An example of why we have been slow to update recently...
Auto Repair 101
It's a good car. I don't know why everyone keeps giving me a hard time about it. Sure, it has a dent and a scratch here and there. Big deal? At least I bought the car after the depreciation leveled.
At the price I paid I can ditch it by the side of I-80 in January and it will have paid for itself.
So it doesn't have the cute idle purring sound of a new car. I've heard cute idle purring new cars that chug along in traffic.
It's a good car. Sometimes it's hard to start.
Not because there's interanl trouble, but because you have to turn them all the way over. That happens in older ones. The ignition just isn't that firm any more...man, that sounds degrading to women.
Anyway.
I only had 30 minutes for lunch today.
In order to get out early tomorrow for the 7th row seats for the Oakland A's, I need to trim lunch hours and come in early a few times.
Whatever.
The A's could make up a few games in the AL West and AL Wild Card with this series.
It was hot out today, sure.
But not so hot that THAT would be the reason the reason the car wouldn't start.
It had gas.
The battery was fine.
The CD player that skips more than a pack of parochial school girls with a lifetime supply of bubblegum and jump ropes was working as fine as it should.
Why wouldn't the thing turn over?
There wasn't even that clickkkkkkity- clickkkkkkity-Click-CLICK sound when you have a dead battery.
I wasn't going to call the car names.
First, because it hasn't been named.
Second because I didn't have time.
So, sinc eI had just changed jobs wihtitn the organization I had to get a new ID. I went inside the building and got my picture taken for my new ID.
This is the haircut I chose to have for the next three years?
Hell, at least I know I'll have hair for the next three years.
I didn't have more than five more minutes to screw with the car on the way out of the building. The building I work in was only three blocks away on the site.
Three blocks and 457 degrees Fahrenheit.
After twenty minutes I couldn't stand it.
On top of all the other stupid things I had done this day I forgot the Roadside Assistance card recently sent in the mail.
When would I need that?
Pffft.
I grabbed my keys and sunglasses and headed back out the door.
The sweat had just dried toward the middle of my back from the original trek as I went out the door, again.
This car won't start.
I can offer it an Orange Dream machine from Jamba Juice and it won't start.
Thirty minutes back at the office.
That's not the limit of my patience; it's how long the sweat takes to dry.
A call to Parking & Transportation services began a jovial conversation regarding the differences between an employee with a parking pass or an employee without a parking pass. My car still won't start. "Can you swing by and give me a jump start?"

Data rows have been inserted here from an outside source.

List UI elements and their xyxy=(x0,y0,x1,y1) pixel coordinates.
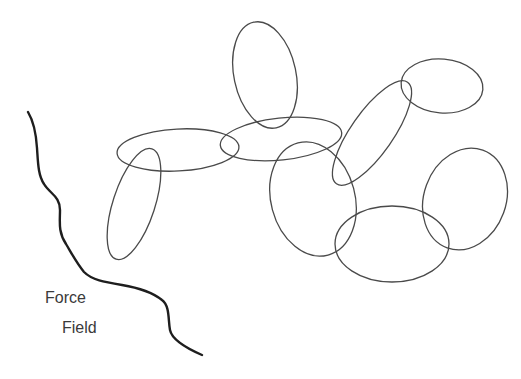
force-field-label-line1: Force xyxy=(45,290,86,306)
bottom-loop xyxy=(335,206,449,282)
upper-right-loop xyxy=(399,56,485,117)
left-vertical-loop xyxy=(96,142,172,265)
diagonal-loop xyxy=(319,70,425,196)
force-field-boundary xyxy=(28,112,202,355)
force-field-label-line2: Field xyxy=(62,320,97,336)
right-loop xyxy=(409,136,521,262)
center-round-loop xyxy=(257,132,368,266)
middle-horizontal-loop xyxy=(218,112,344,167)
left-horizontal-loop xyxy=(116,126,240,174)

A brief explanation to the operator that I could simply hang up and call back and say that I was a visitor. This line of discussion would get us no nearer the transaction.
Another venture.
Another 30 minutes.
Maybe this time, whatever happened will have stopped happening or not stop not happening...ugh.
A gentleman parked next to me offered a jump start.
Humans are great sometimes.
Except when they throw down the cables at your feet as if saying "now, squeal like a pig!" and posturing as if it's your duty to hook the cables up.
That's fine.
That's not fine.
START!
The gentleman went though a checklist of items that sounded like automotive parts. Or it was the Krebs Cycle meets cold fusion. I don't know. I do know I should just keep nodding like I do know and make sure there are at least 5,000 people within shouting distance in case this is about to turn into Thunderdome or a prison rape scene.
There are.
I'm panicking over nothing.
I thank the man and he drives away.
That's it.
Suddenly I'm a visitor.
I panic.
I don't have an accent.
Which is okay, because I'm on hold for 15 minutes.
That's it.
I paid the extra $7 a month for Roadside Assistance, they are going to assistance me even if it's for something as trivial as a snowman with his hat off or an untied shoelace…whatever it is that makes cars work under these hood-thingies.
A 40 minute search of the ultra efficient insurance website turns up no information on how to contact their Roadside Assistance crew. Several hundred words on what it can do. But, no actual number to call them.
Some surfing on the internet unveiled that Yahoo! Actually has a series of automotive trouble shooting procedures you can read through.
Yah.
Cables.
Uh huh.
Voltage regulator.
Sure.
The Johnson Rod.
Wait.
I didn't care about the sweat this time.
The fact that I looked like I had just run a marathon inside an industrial sized clothes dryer didn't seem to matter.
Have you ever read one of those great stories where someone has an epiphany, revelation or suddenly the skies open up and the bleedin' world makes sense?